Papa's got a brand new bag. To change it up, I'm going to go through the book of Matthew and look at the questions that Jesus asks. That's all. I'm going to stop when Jesus asks a question, write it down, repeat it here, and then think it through on here. I might do a couple questions or a couple chapters, just see how much I end up reading or where I feel like stopping. Keeping it real, keeping it loose.
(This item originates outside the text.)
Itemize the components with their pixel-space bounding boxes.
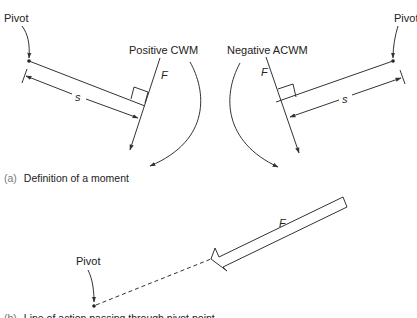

  1. "Will you baptize me?" (Matthew 3:13) - Don't look it up, it's not realyl there. Matthew doesn't record what Jesus really said to John or how the exchange took place, but you know there had to have been a question there. So, I'm counting it. Anyways, John protests, Jesus should be baptizing him! But no, Jesus has bigger plans and responds by saying, "God's work, putthing things right all these centuries, is coming together right now in this baptism." Huh. I don't even begin to understand what the significance of all that means. I know that God worked hard to create this salvation plan that he's enacting through Jesus but I don't know why baptism is so integral to it. But, if baptism is that important to Jesus, maybe it should be that important to me.
  2. "If you lose your saltiness, how will people taste godliness?" (Matthew 5:13) - Ah, the infamous salt and light talk. Jesus wants us to be salt, to make things tasty, to all people. I've never tasted salt that has lost its saltiness so I kind of wonder how it tastes, like nothing? Probably. Is it still unhealthy if you eat unsalty salt? I have no idea. But salt here is a good thing, a very good thing. And there's a simple answer to Jesus question: they won't be able to taste our godliness (maybe that's a rhetorical question actually). So, obviously, the message here is: don't lose your saltiness!
  3. "If I make you light-bearers, you don't think I'm going to hide you under a bucket, do you?" (Matthew 5:14-15) - Again, I think this one is rhetorical, but still significant. Just like a candle, we have a purpose: to shed light, to illumine the dark places around us so that others might see why we shine so bright. And if we do find ourselves placed under a bucket? Burn all the brighter until that bucket lays in ashes around us.

1 Comments:

At 3:12 PM, Blogger Ben George said...

I like the bucket idea...very visual...nice thoughts! I'm excited to see where the questions take you.